Sunday 21 February 2010

Michinoku Pro: 24th July 1993

The opener between Terry Boy and Jinsei Shinzaki was completely great and seems to me to be a match more people should talk about. It had the feel and the structure of a Southern grudge match, although still set in the context of a 90s lucharesu promotion.. Before the bell, Terry Boy planchas off the top buckle taking out Shinzaki and his manager (whose name I am yet to learn and can't find anywhere). Then there's some mic work, from which I understand Terry Boy saying 'Sleeper Hold' several times, leading to him putting a sleeper hold on the manager and I love the response that gets. He puts one on Shinzaki who makes the save and they spill to the outside, then Shinzaki takes over throwing Terry recklessly into the chairs while the front row audience members move as quick as possible.

The match is naturally built around longer periods of Shinzaki in control, leading to Terry Boy taking a pretty huge beating, plenty of stomping and big slams, a chair assisted double foot stomp, culminating in Shinzaki carving open his head with something metal. Terry Boy has a couple of short comebacks: one short one as he dodged a charging Shinzaki (who is not afraid to launch himself into the ringpost), only to be caught running back along the apron, another after kicking Shinzaki in the head to break a pinfall and then the final one at the end with Terry Boy throwing great punches and Shinzaki falling all over the place as it looks like he might lose. I really liked the finish, as Terry Boy gets himself disqualified in his momentum, but still takes the moral victory as Shinzaki goes crazy after the bell, knowing he'd been shown up and tearing up the seating area. Bloody, heated, strong characters and a great underdog story that makes you want to see more. I raised the question in the last review, and based on this one match alone, Jinsei Shinzaki was a tremendous wrestler in 1993.

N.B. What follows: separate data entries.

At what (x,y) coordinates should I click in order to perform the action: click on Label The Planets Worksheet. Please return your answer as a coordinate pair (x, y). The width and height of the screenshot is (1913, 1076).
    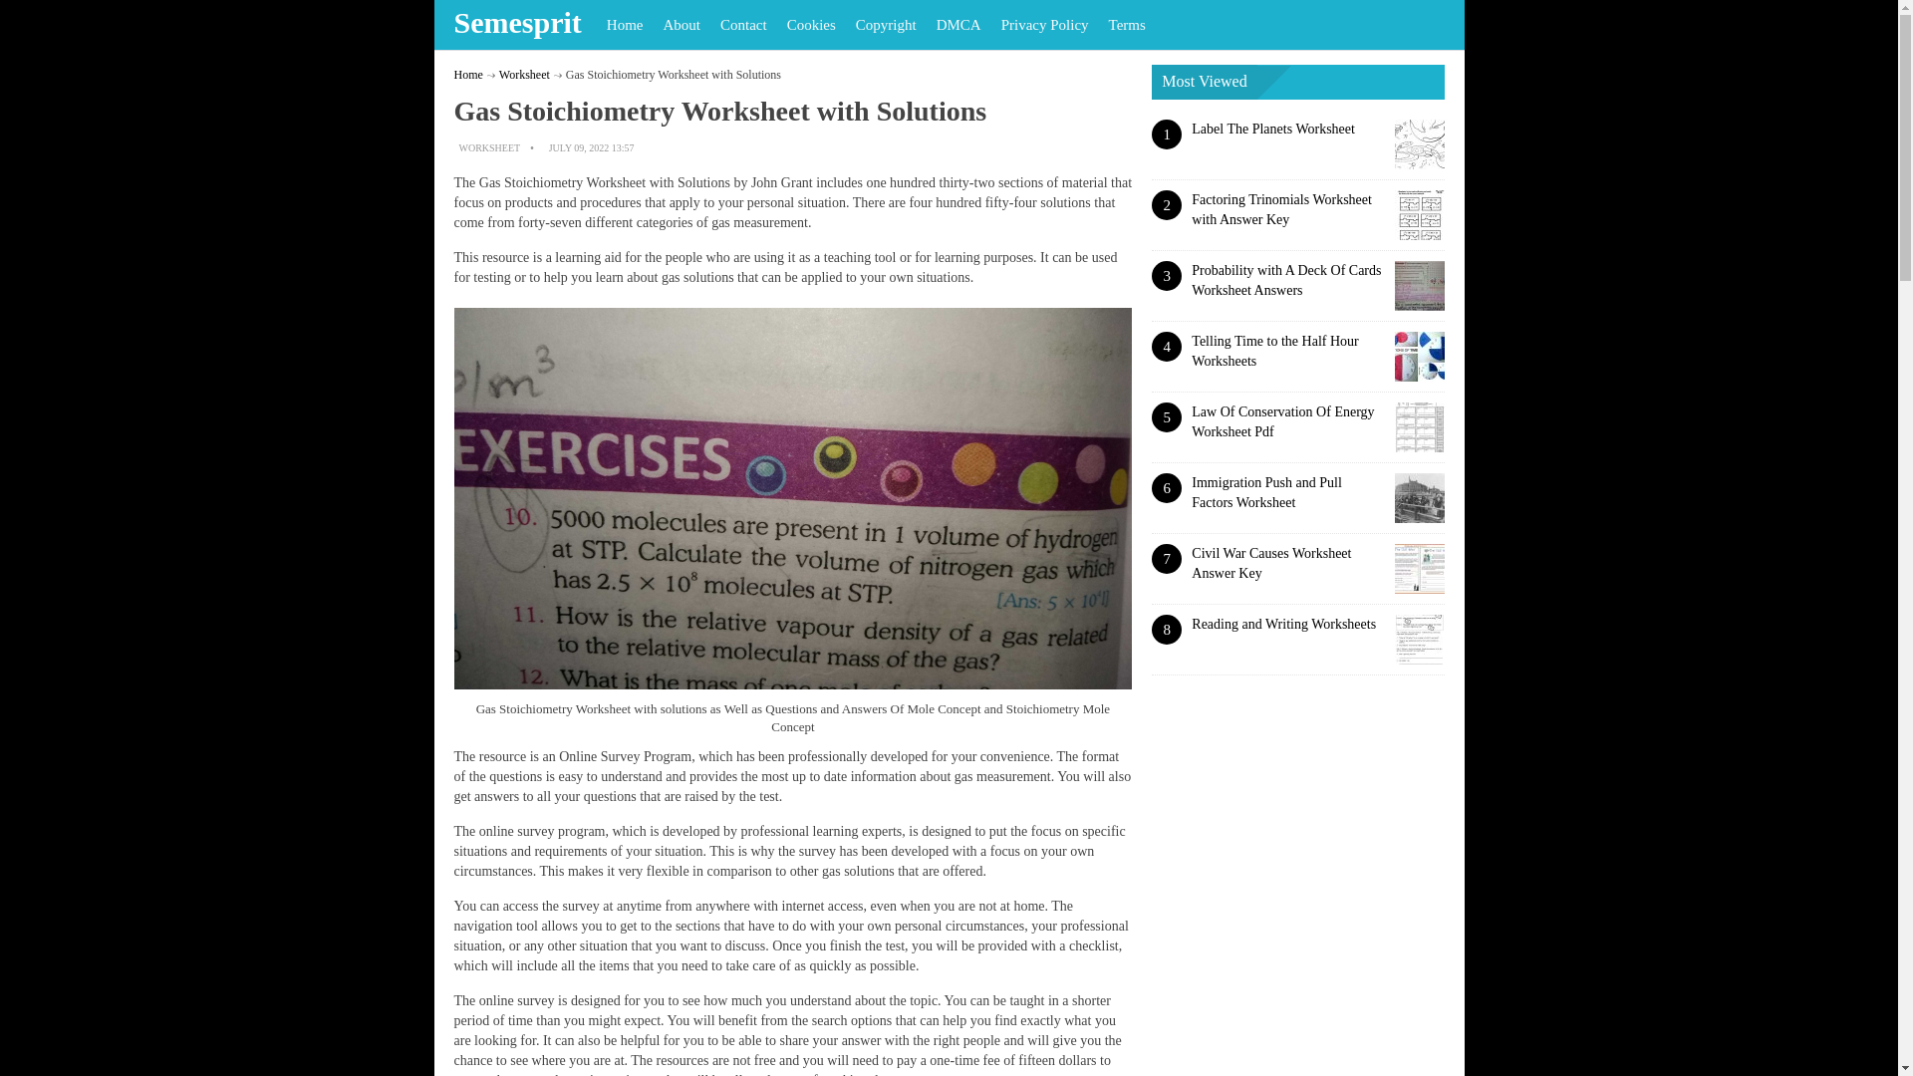
    Looking at the image, I should click on (1274, 130).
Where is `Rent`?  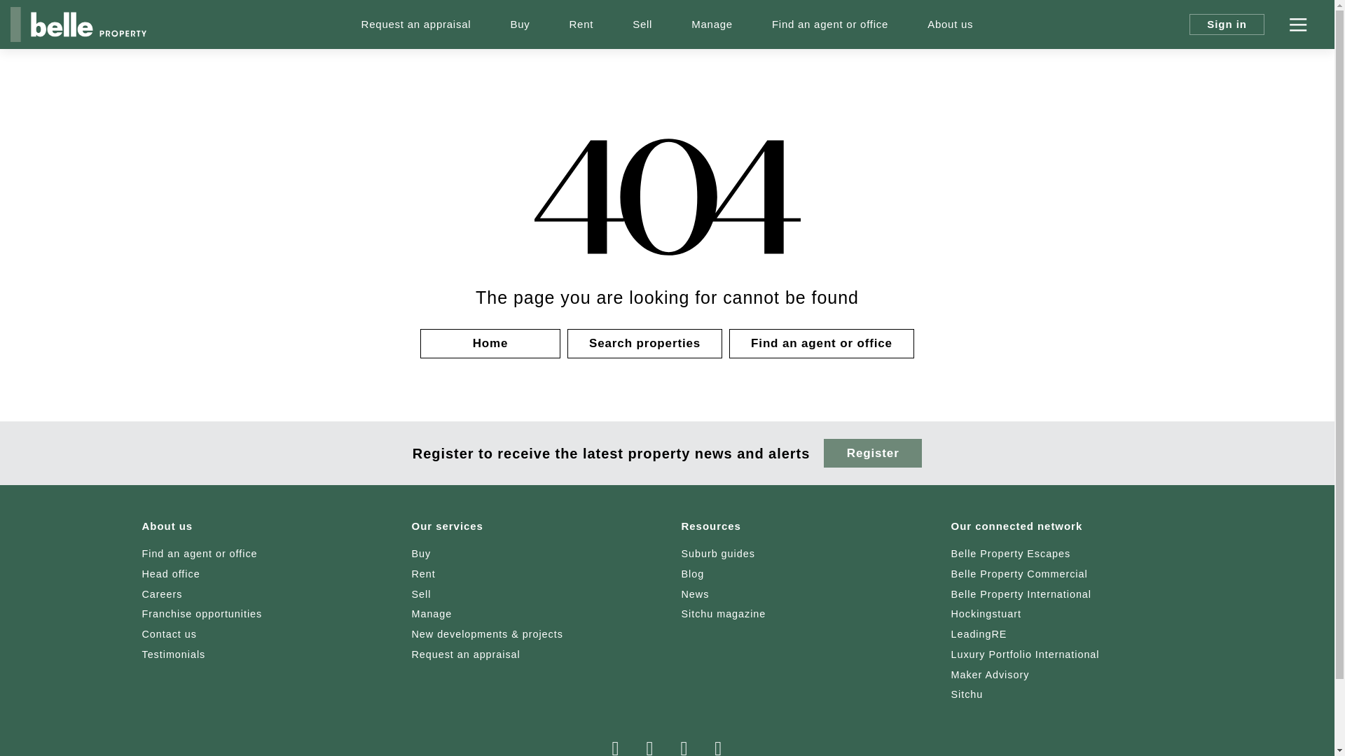 Rent is located at coordinates (581, 25).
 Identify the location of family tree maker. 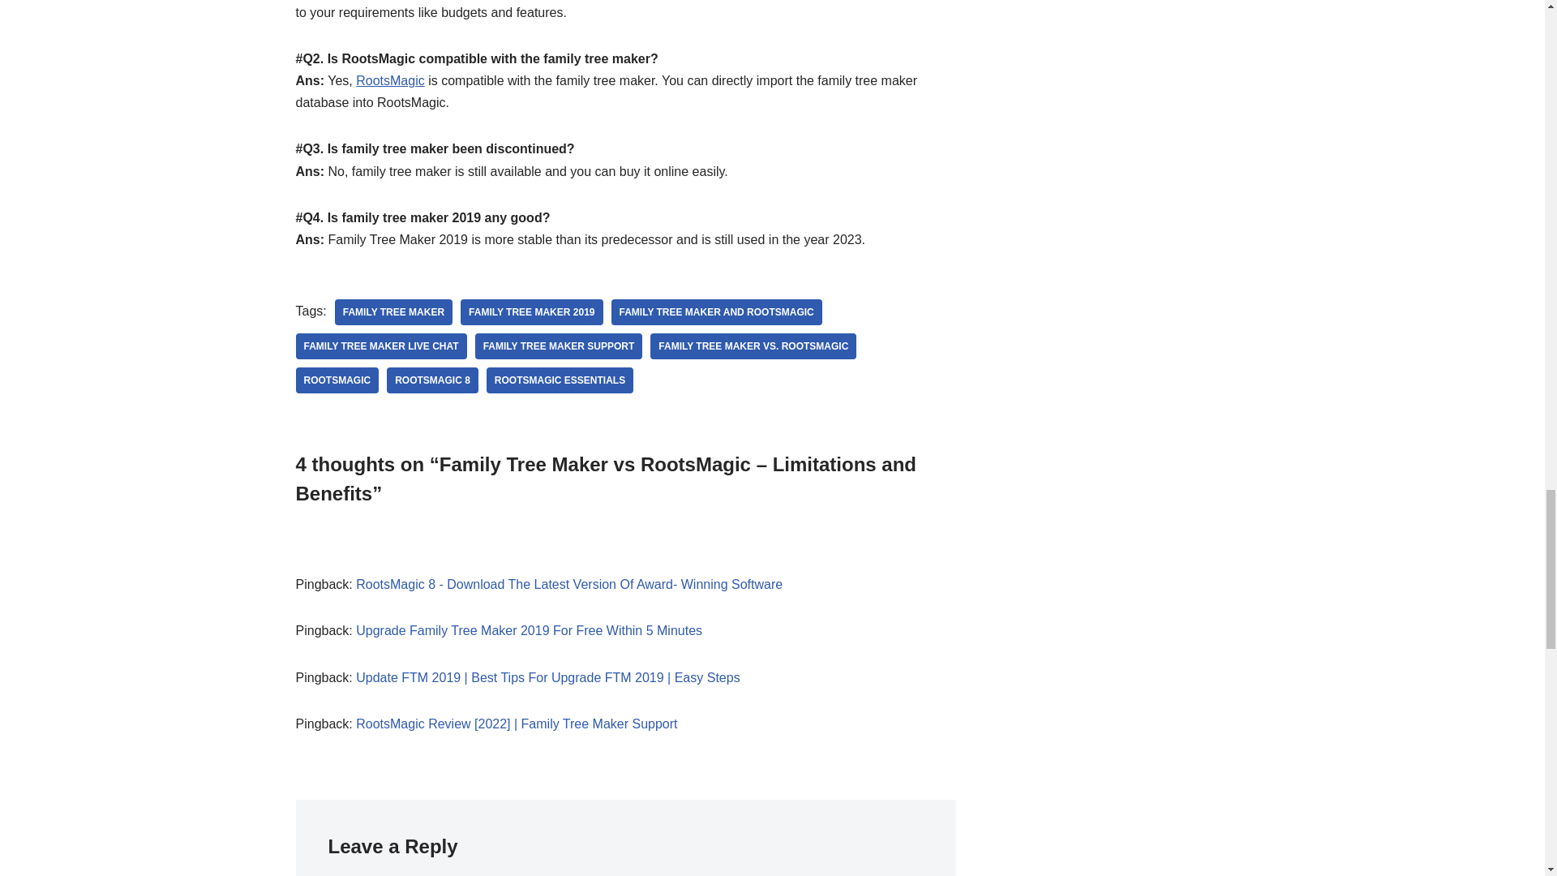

The main event was the first UWA title match between Sasuke and Delfin. This was a fun match, in two main areas. Firstly, Delfin's rudo act dominated most of the first two thirds of the match, his cheating and thumbs up to the crowd riling everyone up for the Sasuke comeback. Secondly, the final third, while not overly long, was filled with all the trademark Sasuke highspots (and a huge Delfin plancha), culminating in the always exciting space flying tiger drop, a moonsault press and a pinning hurricanrana. As well as being spectacular to watch, I felt they fitted nicely into the overall structure of the match, first as desperation comeback moves, then as match winners. The near-countouts added to the impact and importance of these moves. There were a couple of odd moments in this - some quick mat exchanges and takedowns seemed a little out of place following a Delfin control segment (you were think these were more opening gambits that the usual response to being stomped in the groin) - but this was a highly enjoyable showcase match.

2 comments:

Dean said...

Cool site, on the right hand side it mentions your looking for someone to write things for promotions you don't write/care for, I wouldn't mind writing some stuff for current WWE and old WWE(F)/WCW/NWA things.

Craig said...

What's your email? I won't publish the comment. Do you post anywhere else?